Science and Tech

First image of the Webb telescope, the deepest of the Universe ever taken

NASA launches its first rocket from a private base outside the US

July 12 () –

The first image of deep space from the James Webb Space Telescope was released this July 11 at a ceremony held at the White House by the President of the United States, Joe Biden.

This first observation, which is among the five announced last week, corresponds to the “deep field”, an image taken with a very long exposure time, to detect the faintest objects in the distance. Webb achieved this shot by pointing his main imager at SMACS 0723, a conglomeration of massive foreground galaxy clusters that magnify and distort light from objects behind them, allowing deep-field views of both populations of extremely distant galaxies as well as intrinsically faint ones. NASA Administrator Bill Nelson last month dubbed Webb’s now-released observation the “deepest image of our Universe ever taken” in the infrared. It reaches 13,000 million light years away, according to him he commented in the presentation before Biden.

NASA will release the rest of the first wave of images from the Webb telescope on Tuesday. They correspond to the Carina Nebula, the spectrum of the planet WASP-96b, the South Ring Nebula, and the compact group of galaxies called Stephan’s Quintet.


The Webb Space Telescope is an international mission led by NASA, ESA and the Canadian Space Agency. Launched on Christmas Day 2021 and finally placed 1.5 million kilometers from Earth, its 6.5-meter diameter main mirror promises much more precise observations than those of its predecessor, the Hubble telescope.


INSTRUCTIONS TO FOLLOW
Pick each line that has "icon" out of the records.

GIVEN DATA
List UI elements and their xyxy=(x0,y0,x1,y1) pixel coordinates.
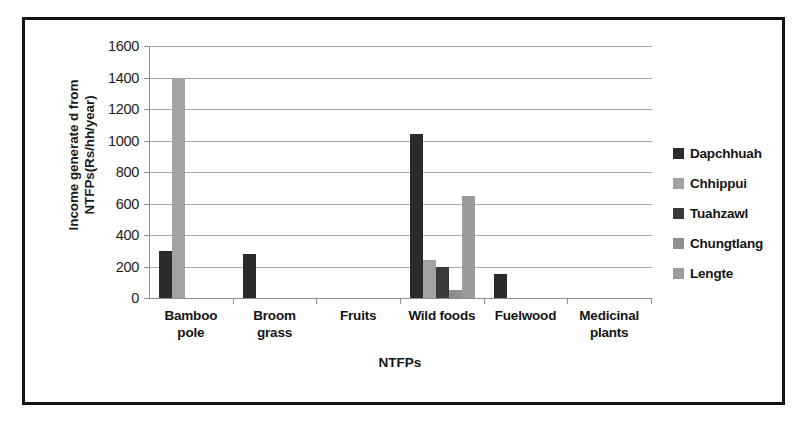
y-axis-tick-mark xyxy=(144,172,149,173)
x-axis-title: NTFPs xyxy=(149,355,651,370)
bar-group xyxy=(150,46,234,298)
y-axis-tick-label: 200 xyxy=(93,259,139,275)
bar-group xyxy=(401,46,485,298)
bar-chungtlang-wild-foods xyxy=(449,290,462,298)
bar-dapchhuah-fuelwood xyxy=(494,274,507,298)
y-axis-tick-mark xyxy=(144,298,149,299)
bar-lengte-wild-foods xyxy=(462,196,475,298)
x-axis-category-label-line: Broom xyxy=(253,308,296,323)
legend-item-chungtlang[interactable]: Chungtlang xyxy=(673,228,798,258)
y-axis-tick-mark xyxy=(144,46,149,47)
y-axis-tick-mark xyxy=(144,235,149,236)
x-axis-tick-mark xyxy=(484,298,485,304)
x-axis-category-label-line: pole xyxy=(177,325,204,340)
x-axis-tick-mark xyxy=(400,298,401,304)
x-axis-category-label-line: Medicinal xyxy=(579,308,639,323)
y-axis-tick-label: 600 xyxy=(93,196,139,212)
bar-group xyxy=(568,46,652,298)
x-axis-category-label-line: Fruits xyxy=(340,308,376,323)
bar-chhippui-bamboo-pole xyxy=(172,78,185,299)
legend-item-dapchhuah[interactable]: Dapchhuah xyxy=(673,138,798,168)
bar-group xyxy=(234,46,318,298)
legend-label: Lengte xyxy=(690,266,733,281)
x-axis-title-text: NTFPs xyxy=(379,355,422,370)
x-axis-category-label-line: Wild foods xyxy=(408,308,475,323)
bar-dapchhuah-broom-grass xyxy=(243,254,256,298)
bar-dapchhuah-bamboo-pole xyxy=(159,251,172,298)
x-axis-tick-mark xyxy=(316,298,317,304)
legend-swatch-icon xyxy=(673,238,684,249)
bar-chhippui-wild-foods xyxy=(423,260,436,298)
y-axis-tick-label: 800 xyxy=(93,164,139,180)
bar-dapchhuah-wild-foods xyxy=(410,134,423,298)
y-axis-tick-mark xyxy=(144,109,149,110)
legend-swatch-icon xyxy=(673,268,684,279)
legend-label: Dapchhuah xyxy=(690,146,762,161)
x-axis-tick-mark xyxy=(567,298,568,304)
bar-group xyxy=(317,46,401,298)
x-axis-category-label-line: Bamboo xyxy=(164,308,217,323)
y-axis-tick-mark xyxy=(144,141,149,142)
legend-item-tuahzawl[interactable]: Tuahzawl xyxy=(673,198,798,228)
x-axis-category-label: Medicinalplants xyxy=(555,308,663,342)
bar-group xyxy=(485,46,569,298)
legend-item-lengte[interactable]: Lengte xyxy=(673,258,798,288)
y-axis-tick-label: 1600 xyxy=(93,38,139,54)
y-axis-tick-label: 1000 xyxy=(93,133,139,149)
legend: DapchhuahChhippuiTuahzawlChungtlangLengt… xyxy=(673,138,798,288)
legend-label: Tuahzawl xyxy=(690,206,748,221)
legend-item-chhippui[interactable]: Chhippui xyxy=(673,168,798,198)
legend-swatch-icon xyxy=(673,178,684,189)
legend-swatch-icon xyxy=(673,208,684,219)
y-axis-tick-label: 1200 xyxy=(93,101,139,117)
y-axis-tick-mark xyxy=(144,267,149,268)
x-axis-tick-mark xyxy=(651,298,652,304)
y-axis-tick-mark xyxy=(144,78,149,79)
x-axis-category-label-line: plants xyxy=(590,325,629,340)
y-axis-tick-label: 400 xyxy=(93,227,139,243)
figure-frame: Income generate d fromNTFPs(Rs/hh/year) … xyxy=(22,17,785,405)
plot-wrap: 16001400120010008006004002000 Bamboopole… xyxy=(149,46,651,298)
legend-swatch-icon xyxy=(673,148,684,159)
x-axis-tick-mark xyxy=(233,298,234,304)
legend-label: Chhippui xyxy=(690,176,747,191)
y-axis-tick-label: 1400 xyxy=(93,70,139,86)
plot-area xyxy=(149,46,652,299)
y-axis-tick-mark xyxy=(144,204,149,205)
x-axis-category-label-line: grass xyxy=(257,325,292,340)
y-axis-tick-label: 0 xyxy=(93,290,139,306)
legend-label: Chungtlang xyxy=(690,236,763,251)
x-axis-category-label-line: Fuelwood xyxy=(495,308,556,323)
bar-tuahzawl-wild-foods xyxy=(436,267,449,299)
y-axis-title-line: Income generate d from xyxy=(66,80,81,231)
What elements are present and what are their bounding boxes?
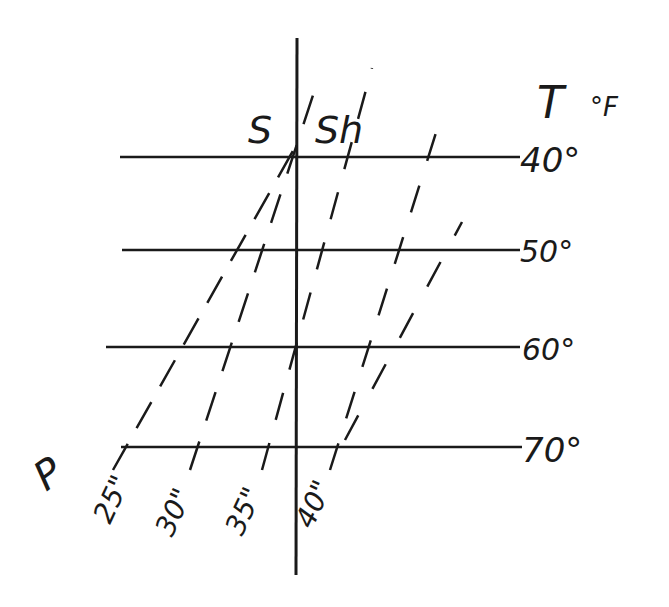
- vertical-divider: [296, 38, 297, 575]
- pressure-label-35: 35": [218, 482, 268, 540]
- nomogram: T °F S Sh 40° 50° 60° 70° P 25" 30" 35" …: [0, 0, 669, 607]
- pressure-axis-label: P: [25, 447, 72, 499]
- region-right-label: Sh: [315, 108, 363, 152]
- temp-label-40: 40°: [520, 140, 580, 180]
- pressure-line-40: [330, 120, 440, 470]
- region-left-label: S: [248, 108, 272, 152]
- temp-label-50: 50°: [520, 234, 573, 269]
- pressure-line-45: [345, 222, 462, 440]
- pressure-label-30: 30": [148, 483, 198, 541]
- axis-title: T: [537, 77, 567, 128]
- axis-unit: °F: [590, 92, 619, 122]
- pressure-line-25: [113, 142, 298, 470]
- temp-label-60: 60°: [522, 332, 575, 367]
- pressure-label-25: 25": [86, 470, 136, 528]
- temp-label-70: 70°: [522, 430, 582, 470]
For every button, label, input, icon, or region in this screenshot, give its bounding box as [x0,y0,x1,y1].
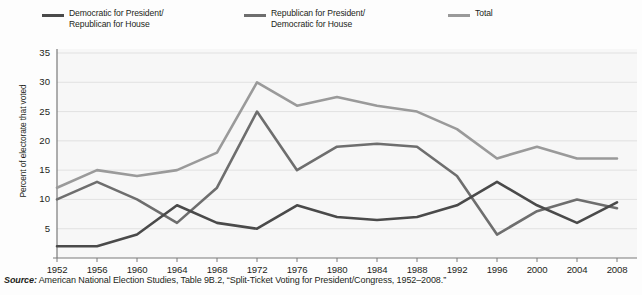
legend-item-democratic-president-republican-house: Democratic for President/ Republican for… [42,8,163,30]
legend-swatch-democratic-president-republican-house [42,14,64,17]
plot-background [57,49,637,258]
legend-item-total: Total [448,8,493,19]
legend-swatch-total [448,14,470,17]
plot-area: Percent of electorate that voted 5101520… [0,44,642,269]
source-text: American National Election Studies, Tabl… [37,275,446,285]
chart-legend: Democratic for President/ Republican for… [0,8,642,42]
source-note: Source: American National Election Studi… [4,274,638,286]
legend-swatch-republican-president-democratic-house [244,14,266,17]
legend-item-republican-president-democratic-house: Republican for President/ Democratic for… [244,8,365,30]
chart-figure: Democratic for President/ Republican for… [0,0,642,295]
chart-svg [0,44,642,269]
legend-label-democratic-president-republican-house: Democratic for President/ Republican for… [69,8,163,30]
source-label: Source: [4,275,37,285]
legend-label-total: Total [475,8,493,19]
legend-label-republican-president-democratic-house: Republican for President/ Democratic for… [271,8,365,30]
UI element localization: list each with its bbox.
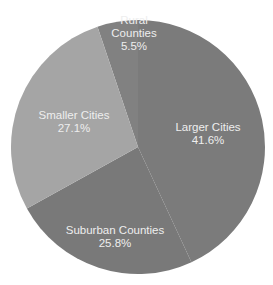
slice-value: 5.5%: [111, 40, 156, 53]
slice-value: 25.8%: [66, 237, 164, 250]
slice-label-smaller-cities: Smaller Cities 27.1%: [39, 109, 110, 135]
slice-value: 27.1%: [39, 122, 110, 135]
slice-name-line: Smaller Cities: [39, 109, 110, 122]
slice-value: 41.6%: [175, 134, 240, 147]
slice-name-line: Larger Cities: [175, 121, 240, 134]
slice-label-suburban-counties: Suburban Counties 25.8%: [66, 224, 164, 250]
slice-name-line: Rural: [111, 14, 156, 27]
slice-name-line: Suburban Counties: [66, 224, 164, 237]
pie-chart: Rural Counties 5.5% Larger Cities 41.6% …: [0, 0, 273, 285]
slice-name-line: Counties: [111, 27, 156, 40]
slice-label-rural-counties: Rural Counties 5.5%: [111, 14, 156, 53]
slice-label-larger-cities: Larger Cities 41.6%: [175, 121, 240, 147]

EXERCISE RESULT
legend-swatch-icon xyxy=(673,238,684,249)
legend-swatch-icon xyxy=(673,268,684,279)
legend-swatch-icon xyxy=(673,178,684,189)
legend-swatch-icon xyxy=(673,208,684,219)
legend-swatch-icon xyxy=(673,148,684,159)
For every button, label, input, icon, or region in this screenshot, give its bounding box as [x0,y0,x1,y1].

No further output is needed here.